In the print edition of the Washington Post, the headline on this (lead) story reads
Female shooter got ‘so religious’
I have been going back on what they meant. Two possibilities
1. They meant that becoming a more devout Muslim is associated with a propensity toward terrorism.
2. They meant that becoming a more fervently religious person, regardless of faith, is associated with a propensity toward terrorism.
If (1), then it seems to me that they are to some extent justifying Islamophobia.
If (2), then it seems to me that they are indicting all forms of religion.
(1) seems odd coming from the Washington Post.
(2) just seems odd. “Meghan goes to mass regularly. Watch out for her.” “Moishe has started to lay tefillin. Call the FBI.”
So I keep going back and forth.
“Malik never discussed her personal beliefs, even though professors often tried to engage students in freewheeling discussions about science, philosophy and medical ethics.” Well, at least we agreed on professors needing to quit goofing off.
They are not trying to communicate facts, but rather to modulate reader perceptions. Every reader already knows the woman was Muslim; so naming “religion” as the salient feature tends to dilute the significance of Islam, while suggesting that other religions such as Christianity are equally dangerous. It is a way of implicitly denying the dangerousness of Islam (if religion is the salient variable, then Islam is no more dangerous than Christianity or Judaism) while casting aspersions on the leading American religion, Christianity.
It is not odd when you realize the Post editors are hostile to Christianity, but not Islam; and want to make Christianity look bad while downplaying Islamic wickedness.
I take an even more cynical view. After such a dramatic and peculiar tragedy, the following issues arise:
1. Facts are rare, and mostly irrelevent to understanding the ghastly act.
2. The actual nature of motivations and mechanisms of the act have substantial political implications.
And above all, the media functions by capturing and then reselling people’s attention. Being quiet about the ghastly drama for 5 weeks while investigators laboriously first sort out what happened, following being quite for 6 years until new investigators find more data about what happened, does not serve the economic interests of any main stream publication.
If the attackers had become LESS religous, or converted to Shintoism, or become devoted pokemon collectors, all of those would be reported.
Because there’s not actually a whole lot else to report, and they literally cannot tolerate blank space.
The quote in context (online version) makes sense. The source said those words; they quoted it. Seems like reasonable journalism to me.
The print headline: I’d say they think they have an attention-grabbing quote there, and that’s the whole explanation. But the willingness of editors to base the headline off it does imply what you say (I’d go with #1 since that’s how most of us will understand it against the background of already knowing which religion).
Plus 1
I agree. However, they likely have a stack of quotes to choose from and this fits in with the narrative. Not necessarily even an agenda, but the story has to have a story, right? So, I think things slip through that the journalist doesn’t even realize their bias.
As for the editorial staff, my guess would be that they are anti-religion but pro-oppressed muslim. So, they have to thread that needle.
What about the quote about being “conservative but calm”? Being conservative makes you radical? Seems like the common denominator with Al Qaeda and ISIS even more so is religious stridence as an adjunct to gaining control of governments. If Muslims just have to evangelize without bullets there is no problem, same as socialism and fascism and Barney the dinosaur.
It looks like the headline on the story has changed to:
“From pharmacy student to suspected San Bernardino terrorist: The baffling journey of Tashfeen Malik”
Maybe you made them aware of their own bias?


▶ _WORK INSTRUCTIONS_
Within this material, how many lines include the word "item"? Answer with a number and nothing more.

─── AVAILABLE DATA

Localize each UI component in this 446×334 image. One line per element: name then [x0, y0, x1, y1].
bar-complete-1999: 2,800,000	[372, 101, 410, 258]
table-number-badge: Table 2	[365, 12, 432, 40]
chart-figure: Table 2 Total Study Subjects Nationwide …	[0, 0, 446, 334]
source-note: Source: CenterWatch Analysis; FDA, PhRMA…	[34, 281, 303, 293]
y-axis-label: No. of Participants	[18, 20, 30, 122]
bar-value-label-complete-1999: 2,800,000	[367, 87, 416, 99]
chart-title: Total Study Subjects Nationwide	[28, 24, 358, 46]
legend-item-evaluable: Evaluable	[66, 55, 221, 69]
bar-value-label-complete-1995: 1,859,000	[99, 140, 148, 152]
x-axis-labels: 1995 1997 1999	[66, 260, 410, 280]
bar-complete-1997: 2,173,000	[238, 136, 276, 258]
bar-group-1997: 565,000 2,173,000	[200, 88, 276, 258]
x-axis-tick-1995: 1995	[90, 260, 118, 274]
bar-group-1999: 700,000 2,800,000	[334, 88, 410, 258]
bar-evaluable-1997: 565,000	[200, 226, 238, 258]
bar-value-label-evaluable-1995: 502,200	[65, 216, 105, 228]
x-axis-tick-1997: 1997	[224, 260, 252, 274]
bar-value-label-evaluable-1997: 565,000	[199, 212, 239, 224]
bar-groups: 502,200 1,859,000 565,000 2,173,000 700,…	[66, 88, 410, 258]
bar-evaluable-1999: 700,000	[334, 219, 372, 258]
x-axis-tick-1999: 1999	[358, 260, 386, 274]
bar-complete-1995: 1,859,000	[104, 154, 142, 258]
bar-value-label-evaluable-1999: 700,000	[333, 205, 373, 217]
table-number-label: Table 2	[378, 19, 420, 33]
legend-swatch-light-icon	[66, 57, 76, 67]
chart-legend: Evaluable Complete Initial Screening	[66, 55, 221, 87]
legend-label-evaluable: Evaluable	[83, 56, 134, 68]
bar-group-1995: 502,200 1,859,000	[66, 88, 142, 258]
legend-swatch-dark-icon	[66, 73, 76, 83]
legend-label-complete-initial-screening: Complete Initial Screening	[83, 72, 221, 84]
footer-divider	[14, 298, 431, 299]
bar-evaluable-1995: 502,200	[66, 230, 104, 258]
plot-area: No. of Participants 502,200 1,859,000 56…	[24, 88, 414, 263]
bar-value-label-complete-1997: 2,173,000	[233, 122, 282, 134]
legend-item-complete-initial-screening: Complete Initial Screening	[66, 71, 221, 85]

──────

▶ _RESPONSE FOR THIS EXERCISE_
2